Things took a drastic change around 1984, when Nancy Reagan decided that she wanted to keep me off drugs. The conflicting environmental messages and survival tips (don't litter, but if you get lost in the woods, use one of the many discarded trash bags you find as a poncho) edutainment and public service messages suddenly shifted to very special episodes. Secondary characters on Webster became addicted to nonspecific drugs and wound up working as unpaid, one-handed meat packers. Margot on Punky Brewster was so wracked with guilt after the refrigerator incident that she cut off all her hair, crashed her mother's car and started her own infanticide club. Skippy never recovered from his experiences in El Salvador, and Screech became a nun. Mostly, it was about drugs though. And once people started warning me about the effects of drugs on the human brain, I put two and two together and it became obvious to me that anyone who had ever tried to simultaneously entertain and teach me anything had probably done a shit ton of acid.
Suppressed by the cold, hard reality of the '80s, my memories of "Free To Be... You And Me", "The Point" and "H.R. Puffinstuff" were crammed into the dark recesses of my brain, where they have festered for thirty years, occasionally bubbling to the surface and leaving me wondering if they were real or imagined. They are stored in a nether region of my subconscious, even more distant than that well-guarded utopian playground where I suspect "Shamelessly Happy Matt" skips and dances about. Here, in an abandoned, day-glo rock-n-roll church in a field of swirling sunflowers beneath a purple paisley sky, a faceless projectionist in massive, flower-print bell bottoms and a brown, fringed leather vest is playing a perpetual loop of rambling, senseless edutainment shorts, cobbled together from half-memories and engrams scarred into my psyche by well-meaning adults.
These shorts depict a rainbow colored Brooklyn and a technicolor alphabet hyphenation forest where Doctor John mercilessly torments and mocks your inability to find your way out. Crude proto-muppets representing babies tell me about the differences between their respective genitalia as Michael Jackson sings about self-acceptance. Six-Million Dollar Man Big Foot and Leonard Nimoy encourage me to go for nature walks and to seek out new age powers, but not to venture into construction sites. Papa John and Mackenzie Phillips sing songs about the importance of family, accompanied by sexually aggressive mimes and then Witchy-Poo suddenly segues in and tells a knock-knock joke.
Only it's never a funny joke.
WITCHY-POO
Hey Kids! Knock-knock!
KIDS CHORUS
Who's there, Witchy-Poo?
WITCHY-POO
Butter!
KID'S CHORUS
Butter who?
WITCHY-POO
Butter not get in a car with a stranger or they'll find your waterlogged, severed head floating in a canal!
Wendy Carlos music starts up and two teenagers in earth tone pants and blood red turtlenecks head into a locker room to have an awkward discussion about the changes their bodies have been going through. Next up, Wayland Flowers and Madame explain that your parents probably still love you, even if they are getting divorced while a lifeless Charlie McCarthy puppet sits in a corner collecting cobwebs. The Solid Gold dancers spill in, and Bootsy Collins tells a kid who can't play the sitar to never give up before a star wipe brings us more Witchy-Poo.
WITCHY-POO
Hey Kids! Knock-knock!
KIDS CHORUS
Who's there, Witchy-Poo?
WITCHY-POO
Cha-cha!
KIDS CHORUS
Cha-cha who?
WITCHY-POO
Cha-ch-cha-challenger explosion!! Deal with it.
Oh, look! It's Alan Alda and a group of kids sitting inside a geodesic dome! And they're discussing aspirations. And they all want to be astronauts. Luckily, according to all the latest data, we'll all be living on the moon by 1991! Mamma Cass wants a pet alligator, but Meadowlark Lemon shows up on his flying phantom fire hydrant to tell her that it's a lot of responsibility. John Lennon dishes some parenting advice to Eric Clapton in an over sized nursery, then Robert Blake talks about resolving conflict with a parrot. Orson Welles stares at the camera for several minutes without blinking, breathing heavily while the Mummenschanz perform their infamous clay face genital routine. Finally, the camera fades to black, with only the continuing sound of Orson's breathing for another two minutes.
Now let us never speak of this part of my brain again.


** YOUR ASSIGNMENT **
Find every line in the records below that contains "subscript", and copy it.

** MATERIAL PROVIDED **

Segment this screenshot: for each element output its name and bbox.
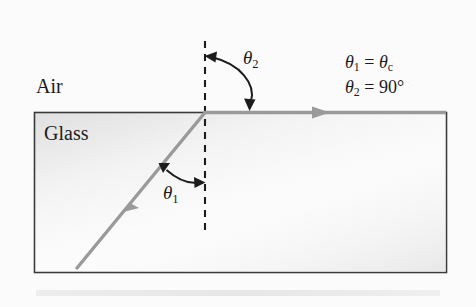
- equation-2-operator: =: [360, 77, 379, 97]
- equation-2-rhs-value: 90°: [379, 77, 404, 97]
- theta2-symbol: θ: [243, 47, 252, 68]
- diagram-canvas: [0, 0, 476, 307]
- equation-theta2-equals-90: θ2 = 90°: [345, 78, 404, 99]
- equation-2-lhs-symbol: θ: [345, 77, 354, 97]
- optics-diagram: Air Glass θ2 θ1 θ1 = θc θ2 = 90°: [0, 0, 476, 307]
- bottom-shadow-strip: [36, 290, 440, 296]
- equation-theta1-equals-thetac: θ1 = θc: [345, 53, 393, 74]
- theta2-label: θ2: [243, 48, 259, 70]
- equation-1-rhs-subscript: c: [388, 60, 393, 74]
- theta1-subscript: 1: [172, 192, 178, 206]
- equation-1-rhs-symbol: θ: [379, 52, 388, 72]
- air-region-label: Air: [36, 76, 63, 96]
- glass-block: [35, 113, 447, 273]
- equation-1-operator: =: [360, 52, 379, 72]
- glass-region-label: Glass: [44, 123, 88, 143]
- theta1-label: θ1: [163, 183, 179, 205]
- theta1-symbol: θ: [163, 182, 172, 203]
- theta2-subscript: 2: [252, 57, 258, 71]
- equation-1-lhs-symbol: θ: [345, 52, 354, 72]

** ANSWER SPACE **
- equation-1-rhs-subscript: c: [388, 60, 393, 74]
- theta1-subscript: 1: [172, 192, 178, 206]
- theta2-subscript: 2: [252, 57, 258, 71]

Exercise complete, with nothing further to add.